Conclusion and Strategic Implications
This patent, WO2006058236, likely offers broad protection over a family of therapeutically relevant compounds with specific structural features. Its strategic value depends on:
- The novelty and non-obviousness of the disclosed compounds relative to the prior art.
- The ability to enforce claims in key markets.
- The presence of competing patents with overlapping claims.
- The potential to file subsequent filings to narrow or expand scope.
Key Takeaways
- Scope balancing: Well-drafted broad claims provide extensive protection while remaining vulnerable to prior art; narrow claims enhance defensibility but limit scope.
- Patent landscape surveillance: Continuous monitoring of related patents is essential to maintain freedom to operate and identify licensing opportunities.
- Strategic patent positioning: Building patent families in multiple jurisdictions maximizes market exclusivity.
- Legal robustness: Regular patent validity assessments and potential oppositions strengthen enforcement prospects.
- Lifecycle management: Proactive patent maintenance and strategic continuation filings can extend market exclusivity beyond key jurisdictions.
FAQs
Q1: What is the typical scope of chemical compound claims in WO2006058236?
A1: The claims usually cover compounds with a core chemical structure, including various substituents within defined ranges, allowing for a family of related analogs.
Q2: How does prior art influence the patentability of WO2006058236?
A2: Similar compounds or synthesis methods disclosed before the filing date could challenge novelty or inventive step, potentially invalidating broad claims.
Q3: Can WO2006058236 be enforced against generic competitors?
A3: Enforcement depends on the clarity and scope of claims, patent robustness, and legal procedures in each jurisdiction.

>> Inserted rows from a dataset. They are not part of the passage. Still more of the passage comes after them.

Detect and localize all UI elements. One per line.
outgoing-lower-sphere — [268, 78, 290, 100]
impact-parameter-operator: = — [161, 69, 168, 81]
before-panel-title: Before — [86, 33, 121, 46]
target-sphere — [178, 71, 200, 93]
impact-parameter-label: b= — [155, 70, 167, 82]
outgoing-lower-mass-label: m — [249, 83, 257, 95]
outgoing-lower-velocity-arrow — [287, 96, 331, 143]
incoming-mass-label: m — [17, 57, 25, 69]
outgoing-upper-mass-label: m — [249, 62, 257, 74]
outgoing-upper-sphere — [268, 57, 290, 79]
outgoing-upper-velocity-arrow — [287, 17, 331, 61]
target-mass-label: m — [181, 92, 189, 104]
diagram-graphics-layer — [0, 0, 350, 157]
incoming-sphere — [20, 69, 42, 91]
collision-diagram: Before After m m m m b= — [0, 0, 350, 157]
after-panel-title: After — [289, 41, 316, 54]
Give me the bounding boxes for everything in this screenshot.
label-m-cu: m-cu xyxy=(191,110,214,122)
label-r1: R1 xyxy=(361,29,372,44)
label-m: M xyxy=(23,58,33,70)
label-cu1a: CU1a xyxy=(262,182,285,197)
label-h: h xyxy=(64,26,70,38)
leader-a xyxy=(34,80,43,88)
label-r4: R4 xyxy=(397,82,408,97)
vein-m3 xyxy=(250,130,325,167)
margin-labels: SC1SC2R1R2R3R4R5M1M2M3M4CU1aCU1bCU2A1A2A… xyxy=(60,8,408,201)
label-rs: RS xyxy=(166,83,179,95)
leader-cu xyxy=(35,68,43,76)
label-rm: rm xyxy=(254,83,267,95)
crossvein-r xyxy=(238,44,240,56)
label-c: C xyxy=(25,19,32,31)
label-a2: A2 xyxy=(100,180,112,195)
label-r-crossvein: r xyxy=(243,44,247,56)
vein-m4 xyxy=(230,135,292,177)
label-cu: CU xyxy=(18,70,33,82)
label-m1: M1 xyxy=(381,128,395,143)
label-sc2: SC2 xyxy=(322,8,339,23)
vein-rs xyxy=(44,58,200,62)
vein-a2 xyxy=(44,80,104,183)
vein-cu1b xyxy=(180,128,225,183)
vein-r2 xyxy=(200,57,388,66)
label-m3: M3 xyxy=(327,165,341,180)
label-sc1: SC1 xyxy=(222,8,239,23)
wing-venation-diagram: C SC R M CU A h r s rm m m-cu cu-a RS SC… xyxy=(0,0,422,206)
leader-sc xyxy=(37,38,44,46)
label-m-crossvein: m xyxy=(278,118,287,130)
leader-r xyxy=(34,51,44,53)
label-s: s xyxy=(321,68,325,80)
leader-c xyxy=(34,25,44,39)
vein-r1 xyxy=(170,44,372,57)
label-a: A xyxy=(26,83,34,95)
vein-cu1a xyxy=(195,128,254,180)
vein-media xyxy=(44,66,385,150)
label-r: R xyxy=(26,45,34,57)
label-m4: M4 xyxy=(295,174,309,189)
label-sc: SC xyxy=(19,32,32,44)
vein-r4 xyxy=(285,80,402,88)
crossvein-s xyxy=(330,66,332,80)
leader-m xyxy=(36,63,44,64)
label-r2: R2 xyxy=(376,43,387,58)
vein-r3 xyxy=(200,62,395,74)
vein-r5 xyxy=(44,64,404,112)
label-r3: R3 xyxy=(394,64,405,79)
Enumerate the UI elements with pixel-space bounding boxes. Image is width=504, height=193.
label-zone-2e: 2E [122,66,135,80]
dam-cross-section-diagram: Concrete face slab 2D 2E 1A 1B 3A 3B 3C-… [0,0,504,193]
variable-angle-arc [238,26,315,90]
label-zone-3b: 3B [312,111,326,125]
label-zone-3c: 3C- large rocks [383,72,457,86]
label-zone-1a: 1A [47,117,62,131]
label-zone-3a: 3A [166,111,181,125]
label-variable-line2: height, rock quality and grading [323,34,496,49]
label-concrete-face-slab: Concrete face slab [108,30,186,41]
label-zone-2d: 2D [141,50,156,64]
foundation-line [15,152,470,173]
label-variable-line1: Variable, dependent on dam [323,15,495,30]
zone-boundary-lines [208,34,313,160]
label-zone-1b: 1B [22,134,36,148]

Overlapping patents may require legal analysis for infringement.
Q4: What are the main strategic considerations for patenting such compounds?
A4: Broad claims for maximum protection, careful assessment of prior art, filing in multiple jurisdictions, and ongoing patent portfolio management.
Q5: How does this patent fit into the overall patent landscape for similar drugs?
A5: It likely forms part of a cluster of patents around targeted therapeutic compounds; its value depends on uniqueness, claim strength, and legal standing relative to other filings.
References
- WIPO Patent WO2006058236.
- Patent landscape reports in the relevant therapeutic area.
- Patent databases: Espacenet, Lens, Patentscope.
- Patent law guidelines relating to claim interpretation and patentability standards.